WORK TO COMPLETE:
Below are some records. Print exactly the lines between the one holding "This screenshot has width=572, height=322." and the one holding "Task: Click on the Useful articles", inclusive, and nothing else.

(Stored records)
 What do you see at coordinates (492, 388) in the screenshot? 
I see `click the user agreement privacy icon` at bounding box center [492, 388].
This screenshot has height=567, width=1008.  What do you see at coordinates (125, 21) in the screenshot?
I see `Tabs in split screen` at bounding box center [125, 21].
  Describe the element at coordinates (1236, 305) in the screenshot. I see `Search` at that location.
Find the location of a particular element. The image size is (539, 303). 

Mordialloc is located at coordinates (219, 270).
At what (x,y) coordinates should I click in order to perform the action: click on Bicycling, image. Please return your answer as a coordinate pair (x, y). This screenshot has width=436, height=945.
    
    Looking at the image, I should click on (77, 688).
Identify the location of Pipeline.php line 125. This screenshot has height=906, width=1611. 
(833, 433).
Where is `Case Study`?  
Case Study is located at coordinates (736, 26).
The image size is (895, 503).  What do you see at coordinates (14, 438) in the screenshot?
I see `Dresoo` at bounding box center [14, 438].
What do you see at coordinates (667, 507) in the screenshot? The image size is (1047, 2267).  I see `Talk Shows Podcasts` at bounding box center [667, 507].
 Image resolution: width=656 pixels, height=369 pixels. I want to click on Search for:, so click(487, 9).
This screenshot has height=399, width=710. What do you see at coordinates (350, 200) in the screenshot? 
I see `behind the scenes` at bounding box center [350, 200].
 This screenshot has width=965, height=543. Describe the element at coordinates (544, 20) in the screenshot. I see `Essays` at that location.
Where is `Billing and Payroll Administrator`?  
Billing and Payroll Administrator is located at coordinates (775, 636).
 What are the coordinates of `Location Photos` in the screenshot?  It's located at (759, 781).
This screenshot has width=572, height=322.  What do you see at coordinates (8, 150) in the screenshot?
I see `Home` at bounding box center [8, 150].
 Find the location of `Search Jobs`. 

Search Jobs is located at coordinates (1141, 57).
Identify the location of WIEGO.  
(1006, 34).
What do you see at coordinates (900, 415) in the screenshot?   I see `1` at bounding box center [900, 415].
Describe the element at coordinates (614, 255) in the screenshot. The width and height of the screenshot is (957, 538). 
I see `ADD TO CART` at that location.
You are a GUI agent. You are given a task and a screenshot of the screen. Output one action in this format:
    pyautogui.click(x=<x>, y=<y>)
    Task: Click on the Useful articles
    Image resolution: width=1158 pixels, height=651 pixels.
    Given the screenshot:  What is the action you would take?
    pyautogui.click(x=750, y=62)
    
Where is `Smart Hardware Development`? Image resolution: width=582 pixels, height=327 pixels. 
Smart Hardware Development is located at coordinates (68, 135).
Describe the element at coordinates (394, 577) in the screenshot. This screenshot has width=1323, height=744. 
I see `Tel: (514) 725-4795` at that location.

ANSWER TO THIS TASK:
This screenshot has width=572, height=322.  What do you see at coordinates (8, 150) in the screenshot?
I see `Home` at bounding box center [8, 150].
 Find the location of `Search Jobs`. 

Search Jobs is located at coordinates (1141, 57).
Identify the location of WIEGO.  
(1006, 34).
What do you see at coordinates (900, 415) in the screenshot?   I see `1` at bounding box center [900, 415].
Describe the element at coordinates (614, 255) in the screenshot. The width and height of the screenshot is (957, 538). 
I see `ADD TO CART` at that location.
You are a GUI agent. You are given a task and a screenshot of the screen. Output one action in this format:
    pyautogui.click(x=<x>, y=<y>)
    Task: Click on the Useful articles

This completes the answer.